Marcel Proust
Valentin Louis Georges Eugène Marcel Proust (10 July 1871 – 18 November 1922) was a French novelist, critic, and essayist best known for his monumental À la recherche du temps perdu (In Search of Lost Time; earlier translated as Remembrance of Things Past). It was published in seven parts between 1913 and 1927.
Read more about Marcel Proust: Biography, Early Writing, In Search of Lost Time, Bibliography
Famous quotes by marcel proust:
“Besides, no matter how much I might speak to Gilberte, she would not hear me. We always believe that, when we speak, it is our ears, our mind that listen.”
—Marcel Proust (18711922)
“On the first days, like a piece of music that one will later be mad about, but that one does not yet distinguish, that which I was to love so much in [Bergottes] style was not yet clear to me. I could not put down the novel that I was reading, but I thought that I was only interested in the subject, as in the first moments of love when one goes every day to see a woman at some gathering, or some pastime, by the amusements to which one believes to be attracted.”
—Marcel Proust (18711922)
“When we are in love, the sentiment is too great to be contained whole within us; it radiates out to our beloved, finds in her a surface which stops it, forces it to return to its point of departure, and it is this rebound of our own tenderness which we call the others affection and which charms us more than when it first went out because we do not see that it comes from us.”
—Marcel Proust (18711922)
“Let us leave pretty women to men devoid of imagination.”
—Marcel Proust (18711922)
“For each illness that doctors cure with medicine, they provoke ten in healthy people by inoculating them with the virus that is a thousand times more powerful than any microbe: the idea that one is ill.”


When the string "pixels" occurs in a line of the records, show that line.

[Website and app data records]
--------

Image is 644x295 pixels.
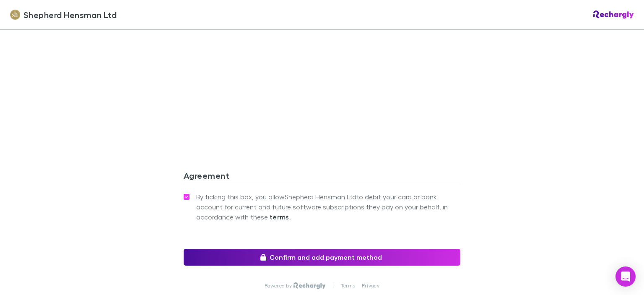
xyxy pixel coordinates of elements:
[615,266,636,287] div: Open Intercom Messenger
[294,283,326,289] img: Rechargly Logo
[183,170,461,184] h3: Agreement
[183,249,461,266] button: Confirm and add payment method
[265,283,294,289] p: Powered by
[10,10,20,20] img: Shepherd Hensman Ltd's Logo
[341,283,355,289] a: Terms
[593,10,634,19] img: Rechargly Logo
[196,192,461,222] span: By ticking this box, you allow Shepherd Hensman Ltd to debit your card or bank account for curren...
[23,9,116,21] span: Shepherd Hensman Ltd
[333,283,334,289] p: |
[362,283,379,289] a: Privacy
[269,213,289,221] strong: terms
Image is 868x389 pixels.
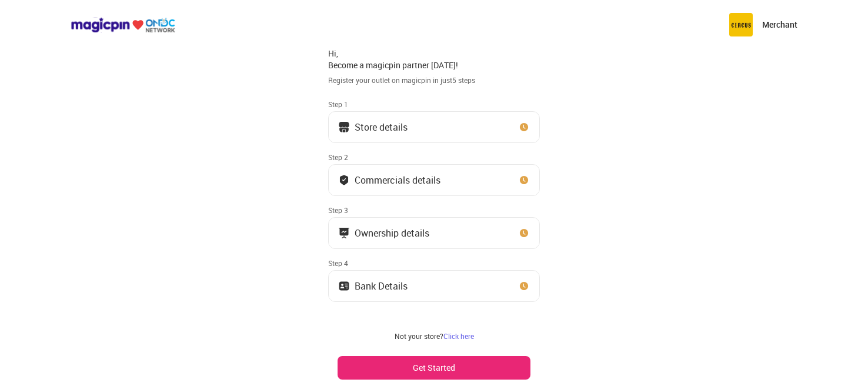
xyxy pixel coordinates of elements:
a: Click here [443,331,474,341]
button: Ownership details [328,217,540,249]
img: circus.b677b59b.png [729,13,752,37]
img: ondc-logo-new-small.8a59708e.svg [71,17,175,33]
div: Store details [355,125,408,130]
div: Hi, Become a magicpin partner [DATE]! [328,48,540,71]
div: Step 3 [328,205,540,214]
img: clock_icon_new.67dbf243.svg [518,227,530,239]
div: Commercials details [355,178,440,184]
img: clock_icon_new.67dbf243.svg [518,122,530,133]
img: clock_icon_new.67dbf243.svg [518,175,530,186]
img: commercials_icon.983f7837.svg [338,227,350,239]
button: Get Started [338,356,530,380]
div: Step 2 [328,153,540,162]
p: Merchant [762,19,797,31]
span: Not your store? [395,331,443,341]
button: Commercials details [328,165,540,195]
div: Register your outlet on magicpin in just 5 steps [328,76,540,86]
div: Step 4 [328,258,540,267]
img: ownership_icon.37569ceb.svg [338,280,350,292]
div: Bank Details [355,283,408,289]
img: bank_details_tick.fdc3558c.svg [338,175,350,186]
div: Ownership details [355,230,430,236]
img: storeIcon.9b1f7264.svg [338,122,350,133]
div: Step 1 [328,100,540,109]
button: Bank Details [328,270,540,302]
img: clock_icon_new.67dbf243.svg [518,280,530,292]
button: Store details [328,112,540,143]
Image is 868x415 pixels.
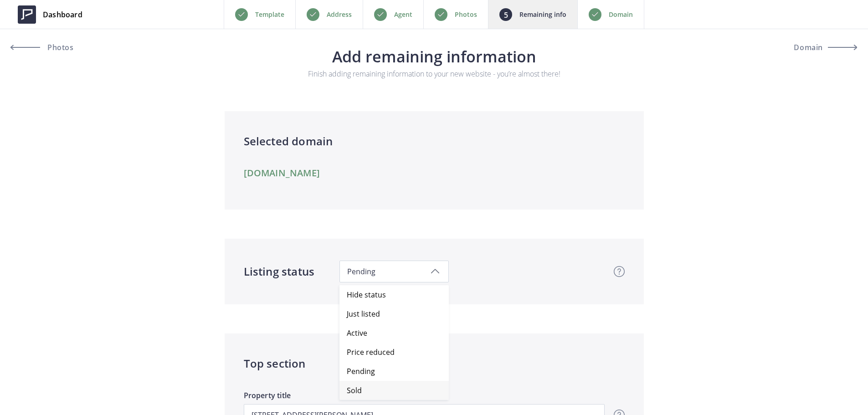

--------

Problem solution »
Image is 644x295 pixels.
Image is 868x389 pixels.
Image is 868x415 pixels.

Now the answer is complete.